Aveiro, Brazil – The flames grew to more than thirty meters and sent waves of smoke rising through the jungle.
The wild boars scattered into the undergrowth. Toucans shot out of the trees. And thousands of acres of Amazon rainforest soon turned to ashes.
It was 1928, and a vast expanse of land in north-central Brazil was being cleared for a monumental undertaking: Fordlandia, a $20 million city masterminded by the richest man in the world at the time, American industrialist Henry Ford. .

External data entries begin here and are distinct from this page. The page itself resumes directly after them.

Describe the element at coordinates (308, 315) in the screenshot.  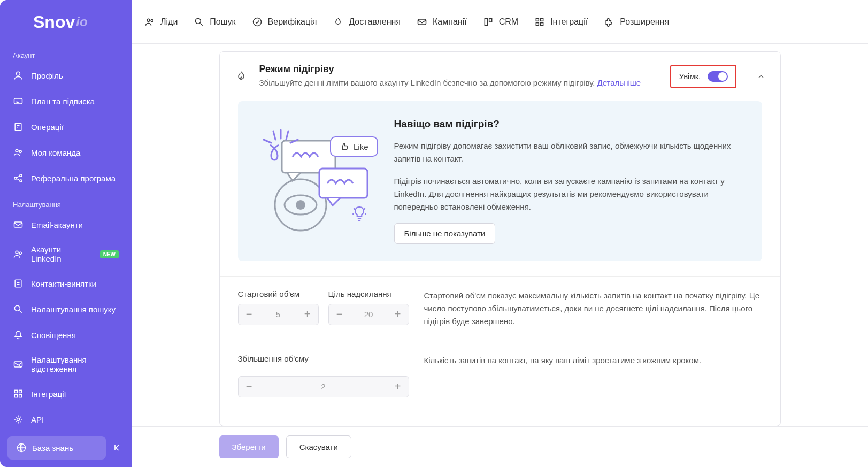
I see `start-increment-button: +` at that location.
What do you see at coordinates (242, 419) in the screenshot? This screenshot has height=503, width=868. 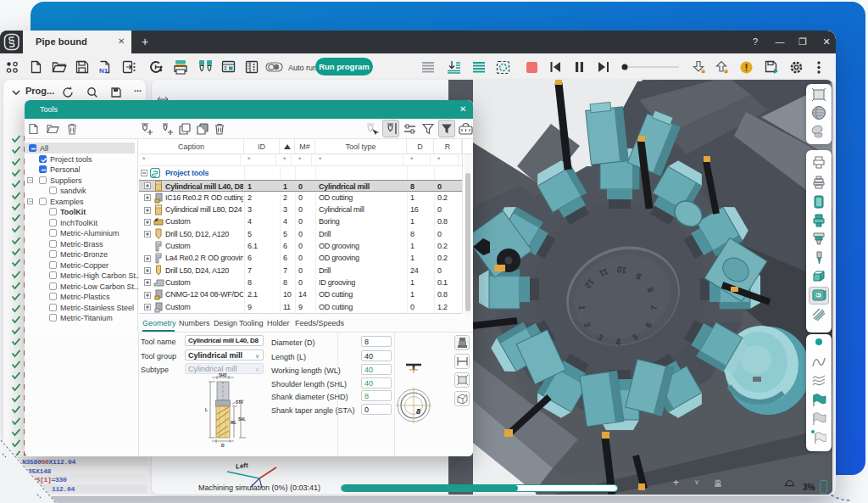 I see `svg-text: SHL` at bounding box center [242, 419].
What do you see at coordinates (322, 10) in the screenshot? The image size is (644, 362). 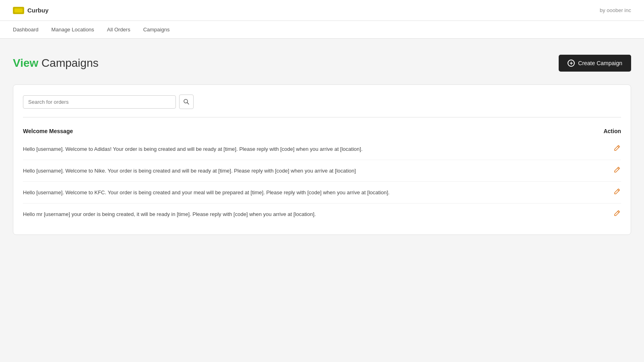 I see `top-bar: Curbuy by ooober inc` at bounding box center [322, 10].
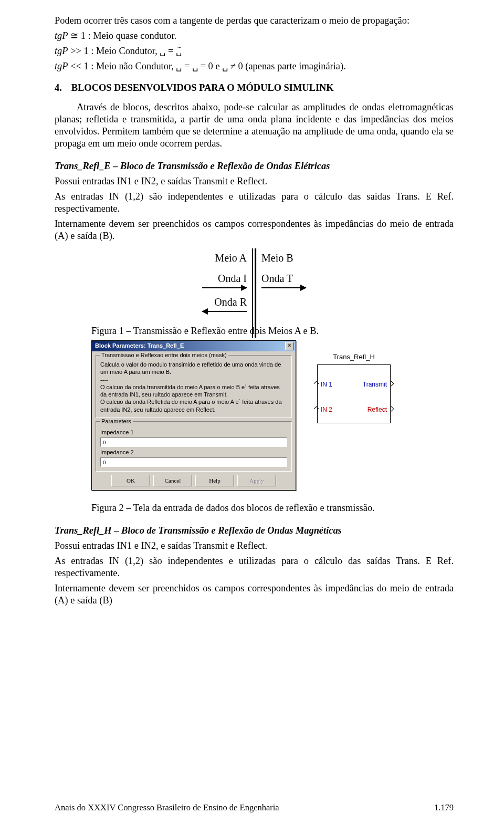  I want to click on simulink-block-title: Trans_Refl_H, so click(354, 357).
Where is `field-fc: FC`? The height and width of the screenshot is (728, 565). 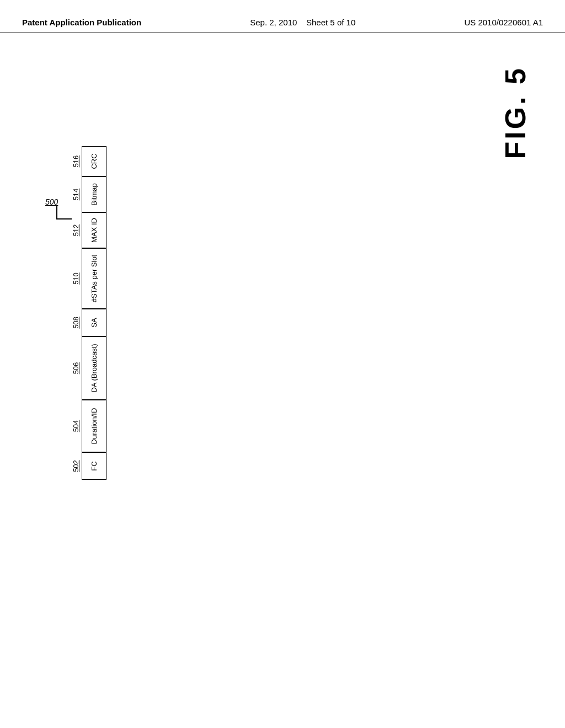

A hospital, a cinema, schools and bungalows were built from the charred earth. Golf and tennis courts were built to make arriving Americans feel at home. Meanwhile, sawmills and factories were the province of local workers.
But over the past eight decades, Fordlandia has remained largely abandoned and has slowly fallen into disrepair.
Still, smoke continues to hang in the air, as Brazil faces an ongoing legacy of deforestation and fortune-seeking in its world-renowned rainforest.
About 2,000 people remain residents of Ford's utopian experiment, a decaying reminder of the ambitions that shape the forest.
Plagued by poverty, these residents find themselves caught between competing pressures: protect the environment around them or exploit it to make ends meet.
“Yes, I deforest. How else am I going to farm the land? said Sadir Moata, a 31-year-old resident of the area.
Moata, a muscular farmer with dark, bushy eyebrows, was tasked with rehabilitating one of Fordlandia's largest houses, originally intended for American expatriates. He cleared the bat droppings and tamed the weeds in the garden so his father could use it as a home.
But his agricultural income is meager, and clearing the land by fire allows him to grow more crops.
“They give me 600 reais [$120 per month] of a government program. There are me, my wife, two children and a brother who eats with us. What life am I going to have with 600 reais?
But experts, advocates and other residents warn that the cost of Amazon deforestation will inevitably outweigh any benefits.